Re: "Financial aid too available to shady schools," Dec. 7: Your editorial erroneously suggests career colleges are receiving the most amount of federal aid in the higher education sector.
Students, not colleges, receive federal aid and then make informed choices about how to spend it.
The schools they attend are overseen by the federal and state governments and federally recognized accrediting bodies.
Economically disadvantaged students use Pell Grants to pay for higher education because they need job skills and education in the 21st-century economy, especially with today’s downturn.
They view career colleges as the most direct path to reaching their goals.
Career colleges also help students maximize federal benefits; community colleges do not.
More than 40 percent of students at two-year public institutions leave Pell grants to which they are legally entitled on the table.
More than 60 percent of students in two-year programs at career colleges receive their degrees.
The 38 percent for-profit median graduation rate quoted in the editorial is flawed. That figure is based on a calculation of “first-time, full-time” students, which is how the government does its calculation, though more than 50 percent of today’s students do not fall into this category.
Students enter for-profit institutions offering four-year degrees with various motivations, perhaps gaining a certificate or two-year degree.
Reporting a median graduation rate without including those with previous postsecondary experience or who seek less than four-year degrees is misleading.
Your editorial concludes that for most students seeking “college-level programs,” traditional schools are “a better bet.”
A better bet how? Not based on much better graduation and career placement rates from career colleges, outcomes not even measured by traditional institutions.
The more than 2.5 million career college students obtaining middle-class opportunity through job-specific education and training tailored to their lifestyles are putting their chips on the right square.
Harris N. Miller
Washington, D.C.
Mr. Miller is president and CEO of the Career College Association.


**TASK DETAILS**: Could you count the lines in the data that contain "each"? Reply with the number only.

**SOURCE MATERIAL**:
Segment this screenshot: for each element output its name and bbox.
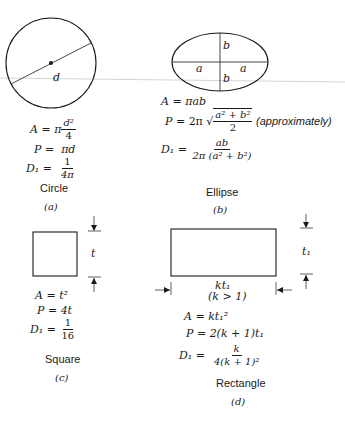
scan-artifact-line: [0, 78, 345, 82]
fraction-numerator: d²: [61, 118, 75, 130]
arrow-down-icon: [303, 222, 309, 228]
formula-lhs: P: [37, 304, 44, 317]
square-d1-formula: D₁ = 116: [30, 318, 76, 341]
ellipse-b-label-top: b: [223, 39, 230, 52]
formula-rhs: kt₁²: [208, 310, 228, 323]
approximation-note: (approximately): [256, 115, 332, 127]
formula-prefix: 2π √: [189, 115, 214, 128]
square-name-label: Square: [45, 353, 80, 365]
fraction-denominator: 16: [59, 330, 76, 341]
rectangle-t1-label: t₁: [302, 245, 311, 258]
circle-name-label: Circle: [40, 182, 68, 194]
rectangle-area-formula: A = kt₁²: [184, 310, 228, 323]
formula-equals: =: [197, 327, 206, 340]
formula-rhs: πab: [185, 95, 206, 108]
formula-equals: =: [196, 349, 205, 362]
ellipse-name-label: Ellipse: [206, 186, 238, 198]
fraction-denominator: 2: [228, 122, 238, 133]
ellipse-area-formula: A = πab: [161, 95, 206, 108]
square-caption: (c): [55, 372, 68, 383]
rectangle-outline: [171, 229, 276, 276]
arrow-right-icon: [164, 287, 170, 293]
formula-equals: =: [48, 304, 57, 317]
circle-perimeter-formula: P = πd: [34, 143, 75, 156]
circle-caption: (a): [44, 201, 58, 212]
square-root: a² + b²2: [213, 108, 252, 133]
rectangle-k-condition: (k > 1): [208, 290, 246, 303]
rectangle-name-label: Rectangle: [216, 377, 266, 389]
rectangle-perimeter-formula: P = 2(k + 1)t₁: [186, 327, 264, 340]
circle-center-dot: [49, 61, 53, 65]
fraction-numerator: a² + b²: [213, 110, 252, 122]
ellipse-b-label-bottom: b: [223, 72, 230, 85]
fraction-denominator: 4π: [59, 169, 76, 180]
formula-lhs: A: [35, 289, 43, 302]
fraction-numerator: ab: [214, 138, 230, 150]
formula-fraction: a² + b²2: [213, 110, 252, 133]
fraction-denominator: 4(k + 1)²: [212, 356, 261, 367]
fraction-numerator: k: [232, 344, 242, 356]
formula-lhs: A: [30, 123, 38, 136]
formula-equals: =: [41, 123, 50, 136]
circle-d1-formula: D₁ = 14π: [26, 157, 76, 180]
formula-fraction: d²4: [61, 118, 75, 141]
rectangle-d1-formula: D₁ = k4(k + 1)²: [179, 344, 261, 367]
ellipse-a-label-right: a: [240, 62, 247, 75]
formula-rhs: t²: [59, 289, 68, 302]
circle-diameter-label: d: [53, 71, 60, 84]
formula-lhs: D₁: [161, 143, 174, 156]
fraction-numerator: 1: [62, 157, 72, 169]
formula-equals: =: [46, 289, 55, 302]
formula-lhs: P: [34, 143, 41, 156]
ellipse-figure: [172, 33, 268, 91]
formula-rhs: 4t: [61, 304, 72, 317]
square-outline: [33, 232, 77, 276]
fraction-denominator: 2π (a² + b²): [190, 150, 253, 161]
fraction-denominator: 4: [63, 130, 73, 141]
formula-equals: =: [43, 162, 52, 175]
formula-lhs: A: [161, 95, 169, 108]
ellipse-a-label-left: a: [196, 62, 203, 75]
formula-lhs: D₁: [30, 323, 43, 336]
formula-fraction: 116: [59, 318, 76, 341]
fraction-numerator: 1: [63, 318, 73, 330]
formula-equals: =: [178, 143, 187, 156]
formula-equals: =: [45, 143, 54, 156]
formula-rhs: πd: [61, 143, 75, 156]
formula-equals: =: [195, 310, 204, 323]
ellipse-caption: (b): [213, 204, 227, 215]
square-perimeter-formula: P = 4t: [37, 304, 72, 317]
formula-fraction: ab2π (a² + b²): [190, 138, 253, 161]
circle-area-formula: A = πd²4: [30, 118, 76, 141]
arrow-up-icon: [303, 275, 309, 281]
ellipse-d1-formula: D₁ = ab2π (a² + b²): [161, 138, 254, 161]
formula-lhs: D₁: [179, 349, 192, 362]
formula-rhs: 2(k + 1)t₁: [210, 327, 264, 340]
rectangle-caption: (d): [231, 396, 245, 407]
square-area-formula: A = t²: [35, 289, 68, 302]
arrow-left-icon: [277, 287, 283, 293]
square-t-label: t: [91, 247, 95, 260]
formula-lhs: A: [184, 310, 192, 323]
formula-equals: =: [176, 115, 185, 128]
arrow-down-icon: [91, 225, 97, 231]
ellipse-perimeter-formula: P = 2π √a² + b²2 (approximately): [165, 108, 332, 133]
formula-equals: =: [47, 323, 56, 336]
formula-fraction: 14π: [59, 157, 76, 180]
formula-lhs: P: [165, 115, 172, 128]
circle-figure: [6, 18, 96, 108]
formula-prefix: π: [54, 123, 61, 136]
formula-lhs: P: [186, 327, 193, 340]
formula-equals: =: [172, 95, 181, 108]
formula-fraction: k4(k + 1)²: [212, 344, 261, 367]
arrow-up-icon: [91, 278, 97, 284]
formula-lhs: D₁: [26, 162, 39, 175]
rectangle-figure: [155, 214, 313, 295]
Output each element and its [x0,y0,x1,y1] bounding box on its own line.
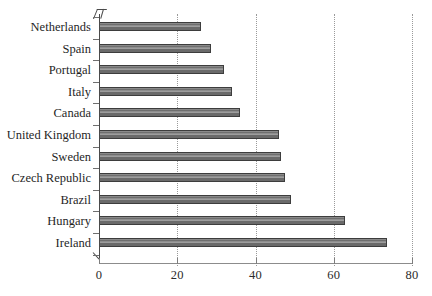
category-label-united-kingdom: United Kingdom [0,128,95,143]
category-label-hungary: Hungary [0,214,95,229]
y-tick-3 [93,82,99,83]
x-tick-label-80: 80 [392,268,432,283]
bar-chart: 020406080 NetherlandsSpainPortugalItalyC… [0,0,432,296]
bar-netherlands [99,22,201,31]
x-tick-60 [334,258,335,264]
category-label-netherlands: Netherlands [0,20,95,35]
x-tick-label-40: 40 [236,268,276,283]
category-label-czech-republic: Czech Republic [0,171,95,186]
y-axis-arrow-icon [94,8,104,17]
x-tick-label-20: 20 [157,268,197,283]
bar-portugal [99,65,224,74]
y-tick-8 [93,190,99,191]
y-tick-10 [93,233,99,234]
gridline-60 [334,14,335,266]
y-tick-6 [93,147,99,148]
category-label-spain: Spain [0,42,95,57]
category-label-sweden: Sweden [0,150,95,165]
y-tick-2 [93,60,99,61]
bar-italy [99,87,232,96]
x-tick-80 [412,258,413,264]
bar-brazil [99,195,291,204]
x-tick-20 [177,258,178,264]
y-tick-7 [93,168,99,169]
y-tick-0 [93,17,99,18]
bar-hungary [99,216,345,225]
category-label-canada: Canada [0,106,95,121]
bar-united-kingdom [99,130,279,139]
bar-spain [99,44,211,53]
gridline-80 [412,14,413,266]
category-label-portugal: Portugal [0,63,95,78]
y-tick-9 [93,211,99,212]
gridline-40 [256,14,257,266]
category-label-italy: Italy [0,85,95,100]
category-label-brazil: Brazil [0,193,95,208]
y-tick-4 [93,103,99,104]
x-tick-0 [99,258,100,264]
y-tick-1 [93,39,99,40]
x-tick-label-0: 0 [79,268,119,283]
bar-ireland [99,238,387,247]
x-tick-label-60: 60 [314,268,354,283]
bar-canada [99,108,240,117]
y-axis-line [99,14,100,264]
bar-sweden [99,152,281,161]
x-tick-40 [256,258,257,264]
y-tick-end [93,255,99,256]
category-label-ireland: Ireland [0,236,95,251]
y-tick-5 [93,125,99,126]
bar-czech-republic [99,173,285,182]
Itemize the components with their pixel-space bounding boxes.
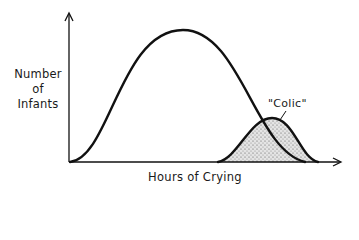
y-axis-label-line: of [10, 82, 66, 97]
colic-distribution-area [218, 118, 318, 162]
x-axis-label: Hours of Crying [120, 170, 270, 184]
y-axis-label-line: Number [10, 67, 66, 82]
colic-leader-line [280, 111, 286, 120]
colic-annotation: "Colic" [268, 97, 307, 110]
y-axis-label: Number of Infants [10, 67, 66, 112]
y-axis-label-line: Infants [10, 97, 66, 112]
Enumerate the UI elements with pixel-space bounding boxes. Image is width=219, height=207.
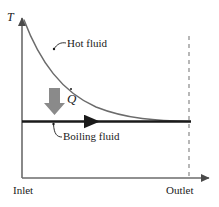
- heat-transfer-arrow-icon: [44, 88, 65, 115]
- heat-rate-label: Q: [67, 92, 76, 105]
- temperature-profile-figure: T Hot fluid Boiling fluid Inlet Outlet Q: [0, 0, 219, 207]
- hot-fluid-leader-line: [54, 43, 66, 49]
- heat-rate-symbol: Q: [67, 91, 76, 106]
- outlet-label: Outlet: [166, 185, 194, 196]
- heat-rate-symbol-wrap: Q: [67, 92, 76, 105]
- boiling-fluid-leader-line: [54, 124, 63, 137]
- figure-canvas: [0, 0, 219, 207]
- heat-rate-dot-icon: [70, 88, 72, 90]
- inlet-label: Inlet: [13, 185, 33, 196]
- boiling-fluid-label: Boiling fluid: [63, 131, 120, 142]
- hot-fluid-label: Hot fluid: [67, 38, 107, 49]
- y-axis-label: T: [7, 11, 14, 23]
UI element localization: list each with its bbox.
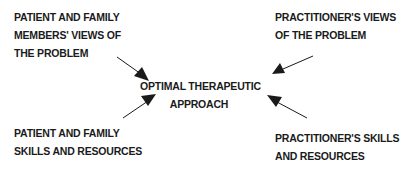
- arrows-layer: [0, 0, 410, 170]
- arrow-bottom-right-icon: [267, 95, 307, 118]
- arrow-top-left-icon: [117, 57, 149, 81]
- arrow-top-right-icon: [272, 56, 313, 74]
- arrow-bottom-left-icon: [123, 94, 156, 118]
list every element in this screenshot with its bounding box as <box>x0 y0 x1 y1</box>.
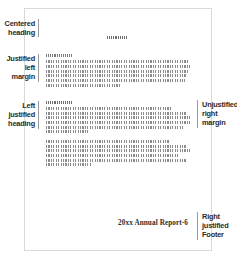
greek-line <box>46 121 190 124</box>
page-footer-text: 20xx Annual Report-6 <box>40 219 188 227</box>
annotation-line: justified <box>0 110 35 119</box>
greek-line <box>46 112 186 115</box>
annotation-line: left <box>0 63 35 72</box>
greek-line <box>46 149 192 152</box>
paragraph-block-two <box>46 107 192 135</box>
paragraph-block-one <box>46 54 192 88</box>
greek-line <box>46 79 185 82</box>
greek-line <box>46 101 72 104</box>
annotation-line: Justified <box>0 54 35 63</box>
annotation-line: Unjustified <box>202 100 237 109</box>
annotation-unjustified-right-margin: Unjustified right margin <box>197 100 237 128</box>
greek-line <box>46 140 170 143</box>
greek-line <box>46 65 192 68</box>
annotation-line: heading <box>0 28 35 37</box>
greek-line <box>46 74 187 77</box>
annotation-justified-left-margin: Justified left margin <box>0 54 39 82</box>
centered-heading-text <box>46 36 188 39</box>
annotation-line: Footer <box>202 230 237 239</box>
greek-line <box>46 107 172 110</box>
annotation-left-justified-heading: Left justified heading <box>0 101 39 129</box>
greek-line <box>46 126 184 129</box>
greek-line <box>107 36 128 39</box>
greek-line <box>46 145 186 148</box>
annotation-line: Centered <box>0 19 35 28</box>
annotation-line: heading <box>0 119 35 128</box>
greek-line <box>46 60 188 63</box>
annotation-line: right <box>202 109 237 118</box>
greek-line <box>46 130 88 133</box>
annotation-line: Right <box>202 212 237 221</box>
greek-line <box>46 163 92 166</box>
page-layout-diagram: 20xx Annual Report-6 Centered heading Ju… <box>0 0 237 266</box>
annotation-centered-heading: Centered heading <box>0 19 39 37</box>
annotation-line: Left <box>0 101 35 110</box>
annotation-line: justified <box>202 221 237 230</box>
greek-line <box>46 159 187 162</box>
paragraph-block-three <box>46 140 192 168</box>
greek-line <box>46 70 189 73</box>
greek-line <box>46 116 192 119</box>
annotation-right-justified-footer: Right justified Footer <box>197 212 237 240</box>
left-justified-heading-text <box>46 101 192 106</box>
greek-line <box>46 84 120 87</box>
greek-line <box>46 54 72 57</box>
greek-line <box>46 154 180 157</box>
annotation-line: margin <box>0 72 35 81</box>
annotation-line: margin <box>202 118 237 127</box>
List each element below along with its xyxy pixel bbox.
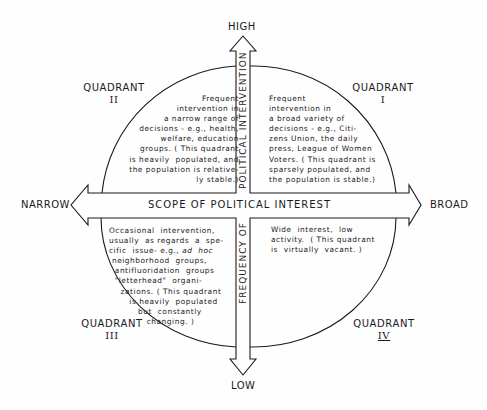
q3-rest: neighborhood groups, antifluoridation gr… [109,256,221,326]
vertical-axis-title-upper: POLITICAL INTERVENTION [238,61,248,189]
quadrant-1-description: Frequent intervention in a broad variety… [269,94,376,185]
quadrant-4-description: Wide interest, low activity. ( This quad… [271,225,375,255]
quadrant-4-label: QUADRANT IV [353,318,415,342]
q3-line3: cific issue- e.g., [109,246,182,255]
quadrant-1-title: QUADRANT [352,82,414,93]
quadrant-2-description: Frequent intervention in a narrow range … [129,94,239,185]
quadrant-4-numeral: IV [353,330,415,342]
quadrant-3-description: Occasional intervention, usually as rega… [109,226,224,327]
q3-line1: Occasional intervention, [109,226,215,235]
quadrant-2-title: QUADRANT [83,82,145,93]
horizontal-axis-title: SCOPE OF POLITICAL INTEREST [0,199,483,210]
quadrant-3-numeral: III [81,330,143,342]
vertical-axis-title-lower: FREQUENCY OF [238,219,248,307]
axis-high-label: HIGH [228,21,256,32]
q3-line2: usually as regards a spe- [109,236,224,245]
quadrant-4-title: QUADRANT [353,318,415,329]
q3-ad-hoc: ad hoc [182,246,213,255]
axis-low-label: LOW [231,380,255,391]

**RESPONSE TO THE TASK**: 4